COM is a better C COM designed to develop a reusable binary component, which must be used by all programming languages that support COM standards. C lacks the standard, object-oriented characteristics (including modularity) disappeared after the program is added, and the reusability of the code is lost. Therefore, the object-oriented characteristics of the C code can only be used to use these code prior to each time. For a class library for many customers, the use of the use of the module directly with the use of the module directly, and the complexity of the entire program code is added. COM uses a binary runtime standard on the software industry to improve the development capability of C binary components.
The COM standard is based on DLL technology: Dynamic Link Library. DLL is the beginning of C implementation of binary runtime standard, which will change the two-binary code to replaceable, reusable components. There are many ways to implement a DLL in C , such as:
First, use _Declspec (dllexport) and _Declspec (dllimport). If only two groups of symbols are used, the generated DLL can only be used in C without having to know other sectors. So the first method will use several symbols: extern "c" _declspec (dllexport) int _stdcall myfunction (int N1, int N2); // Export EXTERN "C" _Declspec (dllimport) int MyFunction (int N1, int N2) ; // Import Class_Declspec (DLLEXPORT) MyClass {...} // from another program to export EXTERN "C" to make the sector to finish the function in mode C, this way Make functions cannot be overloaded. Because C is an object-oriented language, it supports the overload of the function, and the sector usually uses Name Mangling (Name Adaptation) to implement the overload of the function. The NM approach is to tamper with the name of the overloaded function according to its own way, and different sectors will have different ways. So if the function we have to be exported is overloaded, we will be difficult to use _Declspec (dllimport) to link the function code in the DLL, because the function in the DLL is tampered with the function name, we don't know what it is. So I can't link it. This case can be reduced using the third method (.def file). However, if you use externaln "C", you can get "link compatibility", and _stdcall makes DLL components to "call compatibility", any language can link and call the function inside it, because almost all languages Standard calls (stdcall) are supported.
Second, use the sector command (more trouble): #pragma comment (Linker, "/ export: myfunction = _myfunction @ 12") #pragma comment (Linker, "/ Import: myfunction = _myfunction @ 12")
Third, use the .def file, which contains a list of program export functions.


- _WORK INSTRUCTION_
The lines wanted are those from the one containing "Enumerate this screenshot's" to the last line of the entries below; output them exactly, leaving out pictures.

- _TASK INPUTS_
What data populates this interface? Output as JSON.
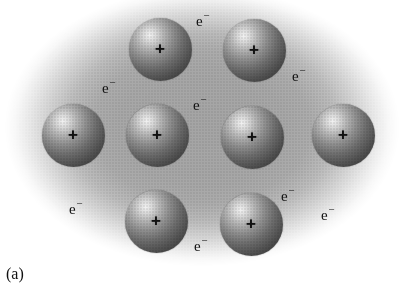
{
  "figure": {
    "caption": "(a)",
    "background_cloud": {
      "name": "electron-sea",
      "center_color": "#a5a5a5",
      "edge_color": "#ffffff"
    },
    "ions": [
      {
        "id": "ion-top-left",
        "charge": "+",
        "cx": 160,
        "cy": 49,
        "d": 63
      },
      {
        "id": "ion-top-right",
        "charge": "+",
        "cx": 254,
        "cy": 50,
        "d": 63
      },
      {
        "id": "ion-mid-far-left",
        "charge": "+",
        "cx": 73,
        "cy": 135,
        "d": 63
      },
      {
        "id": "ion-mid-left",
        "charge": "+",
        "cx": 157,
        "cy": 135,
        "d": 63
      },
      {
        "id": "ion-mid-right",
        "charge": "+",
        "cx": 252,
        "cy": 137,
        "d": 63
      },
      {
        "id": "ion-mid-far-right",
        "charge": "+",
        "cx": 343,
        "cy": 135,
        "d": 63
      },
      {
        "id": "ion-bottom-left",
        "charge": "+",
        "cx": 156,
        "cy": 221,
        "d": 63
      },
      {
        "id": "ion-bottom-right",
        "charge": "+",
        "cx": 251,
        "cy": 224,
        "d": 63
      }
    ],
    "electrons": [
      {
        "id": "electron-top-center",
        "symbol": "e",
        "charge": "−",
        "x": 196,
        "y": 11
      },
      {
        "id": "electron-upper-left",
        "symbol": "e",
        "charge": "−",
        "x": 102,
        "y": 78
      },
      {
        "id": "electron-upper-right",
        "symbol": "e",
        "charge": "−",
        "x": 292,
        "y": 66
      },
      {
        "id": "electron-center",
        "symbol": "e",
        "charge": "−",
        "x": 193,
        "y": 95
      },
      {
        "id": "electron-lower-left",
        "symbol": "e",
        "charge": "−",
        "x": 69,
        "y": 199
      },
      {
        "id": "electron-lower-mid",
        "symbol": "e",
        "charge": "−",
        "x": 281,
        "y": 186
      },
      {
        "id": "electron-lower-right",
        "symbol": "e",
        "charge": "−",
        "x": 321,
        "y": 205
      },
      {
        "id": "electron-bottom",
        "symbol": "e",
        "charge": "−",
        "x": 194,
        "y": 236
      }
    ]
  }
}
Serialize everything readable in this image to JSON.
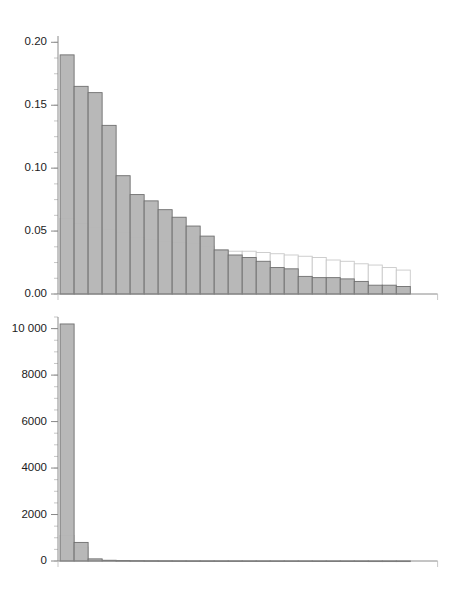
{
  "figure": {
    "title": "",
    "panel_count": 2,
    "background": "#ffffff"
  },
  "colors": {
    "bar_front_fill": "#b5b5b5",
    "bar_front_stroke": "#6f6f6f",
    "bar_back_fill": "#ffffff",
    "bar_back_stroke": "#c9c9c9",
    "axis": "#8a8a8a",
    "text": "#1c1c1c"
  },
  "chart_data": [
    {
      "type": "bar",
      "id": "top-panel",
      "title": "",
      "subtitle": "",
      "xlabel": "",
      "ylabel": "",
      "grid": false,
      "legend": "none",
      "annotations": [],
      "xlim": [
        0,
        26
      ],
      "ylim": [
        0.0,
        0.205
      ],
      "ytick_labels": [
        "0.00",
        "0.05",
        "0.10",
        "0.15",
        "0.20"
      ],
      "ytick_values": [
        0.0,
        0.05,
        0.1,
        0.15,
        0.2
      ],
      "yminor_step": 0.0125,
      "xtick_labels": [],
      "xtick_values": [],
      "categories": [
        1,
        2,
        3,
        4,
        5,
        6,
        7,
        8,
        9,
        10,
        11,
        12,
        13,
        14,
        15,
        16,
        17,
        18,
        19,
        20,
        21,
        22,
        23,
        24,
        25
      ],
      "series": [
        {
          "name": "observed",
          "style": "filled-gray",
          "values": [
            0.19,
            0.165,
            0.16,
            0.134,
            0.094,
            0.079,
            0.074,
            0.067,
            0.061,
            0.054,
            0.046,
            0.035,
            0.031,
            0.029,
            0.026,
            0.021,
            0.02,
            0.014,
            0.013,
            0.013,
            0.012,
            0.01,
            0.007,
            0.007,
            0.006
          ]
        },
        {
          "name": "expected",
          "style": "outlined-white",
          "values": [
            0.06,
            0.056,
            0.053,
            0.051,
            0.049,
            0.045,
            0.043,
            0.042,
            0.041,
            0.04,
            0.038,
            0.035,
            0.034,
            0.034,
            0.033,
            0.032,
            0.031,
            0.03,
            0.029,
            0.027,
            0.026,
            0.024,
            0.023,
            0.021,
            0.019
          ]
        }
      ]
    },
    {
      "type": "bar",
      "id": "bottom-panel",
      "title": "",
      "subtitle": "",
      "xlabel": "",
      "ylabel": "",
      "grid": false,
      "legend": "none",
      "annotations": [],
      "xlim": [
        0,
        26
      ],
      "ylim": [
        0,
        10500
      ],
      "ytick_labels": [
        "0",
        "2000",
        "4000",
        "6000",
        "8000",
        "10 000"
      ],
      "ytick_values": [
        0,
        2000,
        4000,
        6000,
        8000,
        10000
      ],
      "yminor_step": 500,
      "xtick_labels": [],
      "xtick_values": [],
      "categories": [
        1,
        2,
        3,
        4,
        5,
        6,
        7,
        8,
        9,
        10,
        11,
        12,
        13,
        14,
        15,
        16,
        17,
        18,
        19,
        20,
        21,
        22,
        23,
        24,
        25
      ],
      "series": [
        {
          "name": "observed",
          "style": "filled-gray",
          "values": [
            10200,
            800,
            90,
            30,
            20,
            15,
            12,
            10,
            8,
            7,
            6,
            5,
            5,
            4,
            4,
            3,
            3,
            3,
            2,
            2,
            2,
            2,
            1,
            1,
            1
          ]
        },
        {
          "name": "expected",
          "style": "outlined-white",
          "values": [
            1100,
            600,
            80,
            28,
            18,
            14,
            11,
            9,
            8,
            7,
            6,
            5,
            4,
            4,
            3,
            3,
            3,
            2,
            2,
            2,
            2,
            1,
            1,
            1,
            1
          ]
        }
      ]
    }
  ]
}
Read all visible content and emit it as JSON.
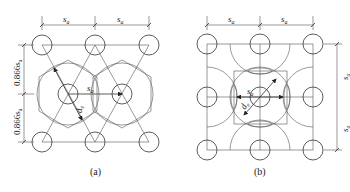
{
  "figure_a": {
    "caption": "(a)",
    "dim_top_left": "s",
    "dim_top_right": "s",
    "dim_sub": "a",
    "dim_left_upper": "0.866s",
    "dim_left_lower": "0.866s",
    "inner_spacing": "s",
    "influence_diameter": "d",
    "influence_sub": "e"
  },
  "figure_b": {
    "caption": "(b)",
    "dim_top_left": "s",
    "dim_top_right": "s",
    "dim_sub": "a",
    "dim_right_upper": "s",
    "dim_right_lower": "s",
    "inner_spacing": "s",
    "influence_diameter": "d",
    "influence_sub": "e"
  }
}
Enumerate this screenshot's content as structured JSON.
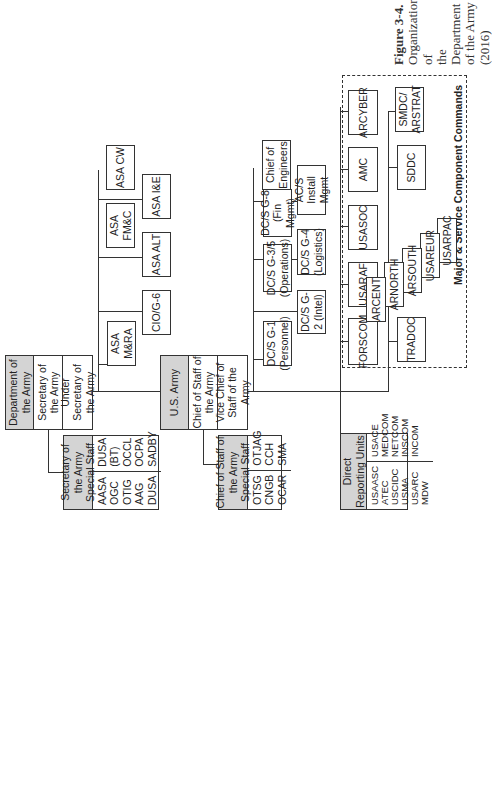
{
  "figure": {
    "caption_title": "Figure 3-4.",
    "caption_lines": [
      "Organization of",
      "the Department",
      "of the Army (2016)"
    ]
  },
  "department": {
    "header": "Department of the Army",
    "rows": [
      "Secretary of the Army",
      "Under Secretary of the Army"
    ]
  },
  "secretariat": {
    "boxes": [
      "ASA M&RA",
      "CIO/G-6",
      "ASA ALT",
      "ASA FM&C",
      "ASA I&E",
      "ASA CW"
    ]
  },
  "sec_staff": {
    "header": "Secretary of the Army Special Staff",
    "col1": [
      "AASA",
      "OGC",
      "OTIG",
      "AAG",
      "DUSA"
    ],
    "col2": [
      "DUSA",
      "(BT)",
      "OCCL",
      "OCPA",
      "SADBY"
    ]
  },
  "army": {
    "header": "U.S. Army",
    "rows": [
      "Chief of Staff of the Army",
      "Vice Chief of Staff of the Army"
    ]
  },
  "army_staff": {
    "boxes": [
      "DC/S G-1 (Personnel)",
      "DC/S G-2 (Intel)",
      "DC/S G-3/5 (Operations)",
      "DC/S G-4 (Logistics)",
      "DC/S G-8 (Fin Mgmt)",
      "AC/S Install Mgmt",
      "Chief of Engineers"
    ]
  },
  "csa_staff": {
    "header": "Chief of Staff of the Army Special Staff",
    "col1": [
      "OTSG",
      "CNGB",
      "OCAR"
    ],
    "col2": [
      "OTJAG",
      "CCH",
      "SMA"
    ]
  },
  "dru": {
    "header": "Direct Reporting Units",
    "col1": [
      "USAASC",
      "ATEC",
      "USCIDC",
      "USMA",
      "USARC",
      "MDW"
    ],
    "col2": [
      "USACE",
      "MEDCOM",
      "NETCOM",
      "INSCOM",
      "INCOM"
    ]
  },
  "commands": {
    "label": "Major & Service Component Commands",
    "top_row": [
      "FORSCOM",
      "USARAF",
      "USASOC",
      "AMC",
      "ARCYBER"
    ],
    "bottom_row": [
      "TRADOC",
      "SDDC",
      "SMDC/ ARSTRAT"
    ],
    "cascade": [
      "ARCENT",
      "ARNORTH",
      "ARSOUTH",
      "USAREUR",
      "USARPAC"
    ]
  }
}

- _SOLUTION TO THIS EXERCISE_
Enumerate this screenshot's content as structured JSON.
{
  "figure": {
    "caption_title": "Figure 3-4.",
    "caption_lines": [
      "Organization of",
      "the Department",
      "of the Army (2016)"
    ]
  },
  "department": {
    "header": "Department of the Army",
    "rows": [
      "Secretary of the Army",
      "Under Secretary of the Army"
    ]
  },
  "secretariat": {
    "boxes": [
      "ASA M&RA",
      "CIO/G-6",
      "ASA ALT",
      "ASA FM&C",
      "ASA I&E",
      "ASA CW"
    ]
  },
  "sec_staff": {
    "header": "Secretary of the Army Special Staff",
    "col1": [
      "AASA",
      "OGC",
      "OTIG",
      "AAG",
      "DUSA"
    ],
    "col2": [
      "DUSA",
      "(BT)",
      "OCCL",
      "OCPA",
      "SADBY"
    ]
  },
  "army": {
    "header": "U.S. Army",
    "rows": [
      "Chief of Staff of the Army",
      "Vice Chief of Staff of the Army"
    ]
  },
  "army_staff": {
    "boxes": [
      "DC/S G-1 (Personnel)",
      "DC/S G-2 (Intel)",
      "DC/S G-3/5 (Operations)",
      "DC/S G-4 (Logistics)",
      "DC/S G-8 (Fin Mgmt)",
      "AC/S Install Mgmt",
      "Chief of Engineers"
    ]
  },
  "csa_staff": {
    "header": "Chief of Staff of the Army Special Staff",
    "col1": [
      "OTSG",
      "CNGB",
      "OCAR"
    ],
    "col2": [
      "OTJAG",
      "CCH",
      "SMA"
    ]
  },
  "dru": {
    "header": "Direct Reporting Units",
    "col1": [
      "USAASC",
      "ATEC",
      "USCIDC",
      "USMA",
      "USARC",
      "MDW"
    ],
    "col2": [
      "USACE",
      "MEDCOM",
      "NETCOM",
      "INSCOM",
      "INCOM"
    ]
  },
  "commands": {
    "label": "Major & Service Component Commands",
    "top_row": [
      "FORSCOM",
      "USARAF",
      "USASOC",
      "AMC",
      "ARCYBER"
    ],
    "bottom_row": [
      "TRADOC",
      "SDDC",
      "SMDC/ ARSTRAT"
    ],
    "cascade": [
      "ARCENT",
      "ARNORTH",
      "ARSOUTH",
      "USAREUR",
      "USARPAC"
    ]
  }
}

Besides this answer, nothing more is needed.